Friday, May 16, 2014

Living Book

Today’s coffee: Columbia

I want to tell a story that I’ve been telling a lot lately to friends at church. From the time I was very little until I graduated from high school, I attended Sunday School every week at church. I heard Bible stories, learned about missionaries, prayed, and put a few coins my parents gave me in the offering plate. When I got a little older, I remember doing worksheets and study guides and answering questions. Sometimes we played games and ate a snack.

Somehow, I didn’t make it past the “fill-in-the-blank” attitude towards the Bible. What’s the correct answer? How do I make the grownups think that I’m a good little girl? If I answer the questions correctly, that’s what they think: I’m a good Christian girl. With this attitude towards the Bible, I wasn’t very motivated to do devotions or otherwise read it for myself. The Bible seemed to have very little to do with me. My senior year of high school, I started attending a Bible study group with a few other girls my age, and I started to notice that there was something more to the Bible than I what I had experienced before.

Around my third year of college, I joined a Navigators group for Bible study. We alternated who would be the leader; each person took a turn doing background research, writing questions they wanted to discuss, and coming up with application points. It felt like a barrier had been removed: I was no longer trying to figure out the correct answer or impress anyone. The worksheets and study guides actually came between me and the Bible. Rather than considering what the Bible said, I had been trying to figure out “correct answers” based on someone else’s interpretation—I was studying the study guide, not the Bible.

In graduate school, I joined an InterVarsity group, where I learned the Inductive (Manuscript Discovery) method. Each member of the group had a copy of the passage to be studied, printed out double spaced with no paragraph markers. We engaged with the text itself before bringing in any outside resources. By reading, observing, and studying the Bible together as a group, we found that the Holy Spirit drew our attention to all sorts of things we hadn’t noticed before. The Bible was no longer just a 2000+year old book; it was alive. It had things to teach and challenge us. I was finished with looking at the Bible from a distance. This book is to be entered into and lived out.

After years of ambivalence, Keith and I began to love God’s Word, and for that reason we decided to go to Regent College. Neither of us had any ambition to become pastors of missionaries; we just wanted to know the Bible and read it in the company of friends.

To some extent, that hasn’t changed. We are in Japan because we want to read the Bible with Japanese people. We want to hear what our Japanese friends and colleagues think and how they understand the words that are so familiar to us.

Reading the Bible together with the Inductive method will be the centerpiece of new small groups which will start in the fall. 2 weeks ago, we introduced the Inductive method to our church with a study on John 2. We had an absurdly large group of about 25, but everyone talked and laughed and shared what they noticed and how they were challenged. (No thanks to me; I was tasked with explaining the method, but frankly my presentation was awful… but once we got started everyone seemed to get the gist of what to do and even enjoy themselves… so who cares about my failed presentation??)

Takahashi-sensei took notes with everyone's observations and questions.
Towards the end, one church member who, according to his wife, is not interested in devotions or Bible study came into the room. “It looks like you’re having fun,” he said. (I think I may have seen his wife high-fiving with the person next to her.)

Our “method” still needs some tweaking based on Japanese group dynamics and our particular church culture. I’m looking forward to hearing feedback from the group leaders tomorrow!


TASK GOAL → Using the data that follows, output only the lines from the line with "List every element" up to and including the line with "Find all labels, buttons, inputs, and", exactly, leaving pictures aside.

[Figure record extracts]
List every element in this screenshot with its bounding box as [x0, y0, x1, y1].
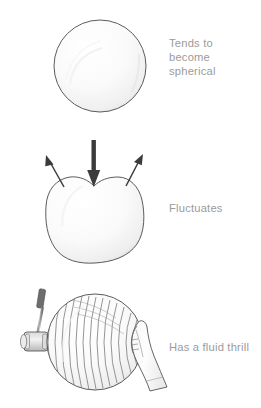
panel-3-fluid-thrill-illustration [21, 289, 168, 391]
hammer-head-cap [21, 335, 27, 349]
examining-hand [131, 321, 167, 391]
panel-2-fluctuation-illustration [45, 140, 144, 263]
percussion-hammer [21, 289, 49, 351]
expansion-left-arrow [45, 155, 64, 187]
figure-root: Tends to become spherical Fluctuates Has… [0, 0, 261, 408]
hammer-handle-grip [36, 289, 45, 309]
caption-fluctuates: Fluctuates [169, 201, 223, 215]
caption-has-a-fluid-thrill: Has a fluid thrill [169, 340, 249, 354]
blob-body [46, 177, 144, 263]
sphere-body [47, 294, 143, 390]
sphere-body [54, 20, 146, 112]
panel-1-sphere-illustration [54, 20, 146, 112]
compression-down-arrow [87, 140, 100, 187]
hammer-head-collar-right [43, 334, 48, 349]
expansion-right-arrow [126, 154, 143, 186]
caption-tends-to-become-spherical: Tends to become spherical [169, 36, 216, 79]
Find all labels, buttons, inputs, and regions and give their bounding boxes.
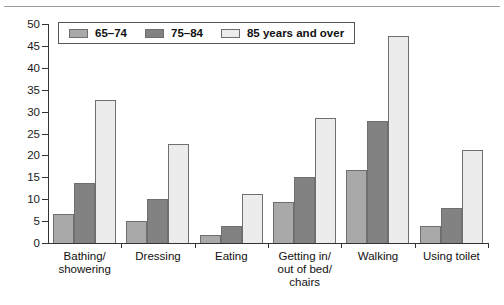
==
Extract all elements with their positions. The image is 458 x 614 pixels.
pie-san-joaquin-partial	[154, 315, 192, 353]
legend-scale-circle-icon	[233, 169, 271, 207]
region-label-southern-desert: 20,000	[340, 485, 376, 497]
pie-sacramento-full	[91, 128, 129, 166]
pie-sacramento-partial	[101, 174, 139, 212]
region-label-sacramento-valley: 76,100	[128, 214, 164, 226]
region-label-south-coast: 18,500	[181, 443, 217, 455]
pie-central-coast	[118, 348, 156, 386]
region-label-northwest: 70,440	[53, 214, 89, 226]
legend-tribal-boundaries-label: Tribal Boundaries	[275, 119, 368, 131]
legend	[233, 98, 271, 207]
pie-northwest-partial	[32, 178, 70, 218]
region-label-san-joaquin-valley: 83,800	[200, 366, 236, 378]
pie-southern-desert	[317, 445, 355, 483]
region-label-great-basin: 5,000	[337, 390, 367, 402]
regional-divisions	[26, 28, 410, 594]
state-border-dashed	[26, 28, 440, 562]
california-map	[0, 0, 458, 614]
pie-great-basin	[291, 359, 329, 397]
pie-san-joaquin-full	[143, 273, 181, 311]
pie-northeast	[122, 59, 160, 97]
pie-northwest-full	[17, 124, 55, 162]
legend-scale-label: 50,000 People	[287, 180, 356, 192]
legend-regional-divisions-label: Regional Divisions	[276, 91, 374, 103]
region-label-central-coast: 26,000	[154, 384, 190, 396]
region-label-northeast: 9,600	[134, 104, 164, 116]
---
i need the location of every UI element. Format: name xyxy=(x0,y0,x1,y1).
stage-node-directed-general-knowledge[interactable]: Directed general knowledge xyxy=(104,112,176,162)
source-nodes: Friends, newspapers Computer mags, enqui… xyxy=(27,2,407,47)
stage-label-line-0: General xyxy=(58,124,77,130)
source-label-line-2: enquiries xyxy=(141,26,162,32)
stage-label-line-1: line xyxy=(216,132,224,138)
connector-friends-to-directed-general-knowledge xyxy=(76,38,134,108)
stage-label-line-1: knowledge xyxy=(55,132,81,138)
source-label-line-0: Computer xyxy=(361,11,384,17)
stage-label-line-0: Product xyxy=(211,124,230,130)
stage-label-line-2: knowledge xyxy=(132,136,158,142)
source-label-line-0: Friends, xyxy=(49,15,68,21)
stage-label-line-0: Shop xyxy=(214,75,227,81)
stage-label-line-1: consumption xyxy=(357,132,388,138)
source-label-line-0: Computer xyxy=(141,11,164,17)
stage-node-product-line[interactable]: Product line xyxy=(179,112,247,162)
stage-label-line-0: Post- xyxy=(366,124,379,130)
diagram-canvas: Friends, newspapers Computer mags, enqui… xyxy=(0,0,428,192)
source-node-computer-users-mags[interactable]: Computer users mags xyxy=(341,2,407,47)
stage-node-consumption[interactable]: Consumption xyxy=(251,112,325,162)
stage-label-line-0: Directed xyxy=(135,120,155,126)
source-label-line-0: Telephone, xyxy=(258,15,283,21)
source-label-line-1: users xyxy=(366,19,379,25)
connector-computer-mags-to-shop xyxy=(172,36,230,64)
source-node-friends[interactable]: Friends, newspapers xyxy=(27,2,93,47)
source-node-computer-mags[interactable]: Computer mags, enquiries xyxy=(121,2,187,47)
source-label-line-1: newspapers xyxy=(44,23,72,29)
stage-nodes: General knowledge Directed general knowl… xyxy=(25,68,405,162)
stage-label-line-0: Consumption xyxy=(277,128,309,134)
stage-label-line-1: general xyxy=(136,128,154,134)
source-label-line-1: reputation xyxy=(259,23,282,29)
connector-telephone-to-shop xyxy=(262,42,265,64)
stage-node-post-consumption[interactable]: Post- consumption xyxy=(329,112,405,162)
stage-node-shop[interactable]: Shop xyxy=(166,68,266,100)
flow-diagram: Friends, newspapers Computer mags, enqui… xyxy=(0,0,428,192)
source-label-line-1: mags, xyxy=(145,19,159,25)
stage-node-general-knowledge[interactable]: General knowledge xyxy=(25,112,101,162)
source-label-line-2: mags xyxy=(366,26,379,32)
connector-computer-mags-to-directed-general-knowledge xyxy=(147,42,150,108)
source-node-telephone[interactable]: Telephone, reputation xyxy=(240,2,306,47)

EXERCISE SOLUTION →
List every element in this screenshot with its bounding box as [x0, y0, x1, y1].
panel-3-fluid-thrill-illustration [21, 289, 168, 391]
hammer-head-cap [21, 335, 27, 349]
examining-hand [131, 321, 167, 391]
panel-2-fluctuation-illustration [45, 140, 144, 263]
percussion-hammer [21, 289, 49, 351]
expansion-left-arrow [45, 155, 64, 187]
figure-root: Tends to become spherical Fluctuates Has… [0, 0, 261, 408]
hammer-handle-grip [36, 289, 45, 309]
caption-fluctuates: Fluctuates [169, 201, 223, 215]
caption-has-a-fluid-thrill: Has a fluid thrill [169, 340, 249, 354]
blob-body [46, 177, 144, 263]
sphere-body [47, 294, 143, 390]
sphere-body [54, 20, 146, 112]
panel-1-sphere-illustration [54, 20, 146, 112]
compression-down-arrow [87, 140, 100, 187]
hammer-head-collar-right [43, 334, 48, 349]
expansion-right-arrow [126, 154, 143, 186]
caption-tends-to-become-spherical: Tends to become spherical [169, 36, 216, 79]
Find all labels, buttons, inputs, and regions and give their bounding boxes.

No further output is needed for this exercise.